Currently third in the Xfinity standings, Hill finished fifth last year and has become one of the most reliable contenders in the Xfinity Series. He also has Cup experience with Penske, Beard Motorsports and RCR over the past three seasons, finishing a career-best 14th last August in the Daytona night race. While he and Smith have almost identical performance metrics this year, Hill is the older, more experienced driver (with nearly twice as many career Xfinity starts under his belt).

3. Corey Heim
Age: 21
Career Cup starts: 2
Current team: Tricon Garage (Truck Series)

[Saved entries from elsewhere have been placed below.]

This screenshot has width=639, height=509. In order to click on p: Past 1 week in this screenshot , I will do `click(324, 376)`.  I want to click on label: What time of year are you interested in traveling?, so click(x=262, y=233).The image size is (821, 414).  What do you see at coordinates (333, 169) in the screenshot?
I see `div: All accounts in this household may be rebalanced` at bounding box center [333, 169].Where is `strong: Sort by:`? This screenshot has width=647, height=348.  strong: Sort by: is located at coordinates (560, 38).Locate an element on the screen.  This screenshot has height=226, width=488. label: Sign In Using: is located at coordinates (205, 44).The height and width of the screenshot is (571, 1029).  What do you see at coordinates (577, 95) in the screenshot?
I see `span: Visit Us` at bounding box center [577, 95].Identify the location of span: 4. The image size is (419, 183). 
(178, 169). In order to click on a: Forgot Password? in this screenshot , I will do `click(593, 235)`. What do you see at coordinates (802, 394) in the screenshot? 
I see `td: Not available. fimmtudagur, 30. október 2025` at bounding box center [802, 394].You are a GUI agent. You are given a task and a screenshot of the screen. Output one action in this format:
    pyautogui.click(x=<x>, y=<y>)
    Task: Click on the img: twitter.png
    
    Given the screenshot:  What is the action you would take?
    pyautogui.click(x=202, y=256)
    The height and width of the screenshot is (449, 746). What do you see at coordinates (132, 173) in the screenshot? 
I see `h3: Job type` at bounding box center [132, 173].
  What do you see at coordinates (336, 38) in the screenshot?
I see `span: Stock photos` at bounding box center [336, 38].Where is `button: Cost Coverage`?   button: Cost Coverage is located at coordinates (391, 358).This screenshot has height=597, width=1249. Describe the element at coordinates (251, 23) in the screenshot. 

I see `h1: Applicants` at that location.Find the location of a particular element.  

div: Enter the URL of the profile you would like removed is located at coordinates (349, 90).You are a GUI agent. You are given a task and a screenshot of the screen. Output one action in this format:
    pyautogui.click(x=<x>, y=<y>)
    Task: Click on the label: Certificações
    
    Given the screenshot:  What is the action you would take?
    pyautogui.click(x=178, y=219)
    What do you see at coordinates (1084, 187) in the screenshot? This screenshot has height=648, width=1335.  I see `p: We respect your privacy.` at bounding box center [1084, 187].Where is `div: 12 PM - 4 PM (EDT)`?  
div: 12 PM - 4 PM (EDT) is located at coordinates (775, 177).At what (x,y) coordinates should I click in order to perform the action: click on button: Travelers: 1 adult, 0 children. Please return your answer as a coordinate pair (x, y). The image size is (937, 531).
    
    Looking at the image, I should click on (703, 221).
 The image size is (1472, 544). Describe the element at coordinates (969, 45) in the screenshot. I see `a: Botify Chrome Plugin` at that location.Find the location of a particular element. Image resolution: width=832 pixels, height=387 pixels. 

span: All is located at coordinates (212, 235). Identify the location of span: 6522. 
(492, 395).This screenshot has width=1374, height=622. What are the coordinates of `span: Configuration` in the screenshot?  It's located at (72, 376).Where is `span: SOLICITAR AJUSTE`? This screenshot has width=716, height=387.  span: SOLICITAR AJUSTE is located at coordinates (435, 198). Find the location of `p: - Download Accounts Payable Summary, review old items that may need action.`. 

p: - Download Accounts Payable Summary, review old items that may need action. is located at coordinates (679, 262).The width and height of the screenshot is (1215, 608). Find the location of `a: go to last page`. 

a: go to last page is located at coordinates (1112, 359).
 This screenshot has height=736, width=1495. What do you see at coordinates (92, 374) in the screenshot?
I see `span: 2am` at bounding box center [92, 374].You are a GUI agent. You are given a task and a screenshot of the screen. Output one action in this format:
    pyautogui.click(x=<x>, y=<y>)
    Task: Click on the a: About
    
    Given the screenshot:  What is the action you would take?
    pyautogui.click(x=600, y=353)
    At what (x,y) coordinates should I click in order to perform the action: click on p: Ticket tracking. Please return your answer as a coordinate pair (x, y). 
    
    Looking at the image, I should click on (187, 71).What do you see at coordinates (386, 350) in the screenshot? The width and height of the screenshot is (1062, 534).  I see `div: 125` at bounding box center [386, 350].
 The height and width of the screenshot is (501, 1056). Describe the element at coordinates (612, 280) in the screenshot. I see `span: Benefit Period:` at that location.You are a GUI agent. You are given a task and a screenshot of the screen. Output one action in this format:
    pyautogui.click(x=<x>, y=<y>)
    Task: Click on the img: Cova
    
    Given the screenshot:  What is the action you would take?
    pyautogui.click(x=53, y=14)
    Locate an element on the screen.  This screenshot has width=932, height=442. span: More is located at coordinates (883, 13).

Truck Series adjusted Pts+ Index: 246.5
Index relative to teammates: +137.9

After ranking fourth in the 2023 Truck Series — a finish marred by a payback incident with Carson Hocevar in the championship race — Heim has unfinished business in 2024, and he‘s been flat-out dominating this year. (While he still trails Christian Eckes in the standings, he has twice as many wins and a far superior Pts+ index.) Heim is Toyota‘s top prospect as well, which will automatically land you in a prominent place on JGR‘s radar. But the only precedent for a driver primarily in the Truck Series making the leap to a full-time Cup ride at Gibbs the following season might be Denny Hamlin, who ran more truck races than Xfinity ones in 2004, then made his Cup debut to replace Leffler in 2005. (And even there, Hamlin was running a full-time Xfinity schedule at the time, while Heim has started only seven of 15 possible Xfinity races this year.) The rest was history for Denny, and Heim might have that level of potential, but he probably needs more experience at a higher level before making the full-time leap to the Cup Series.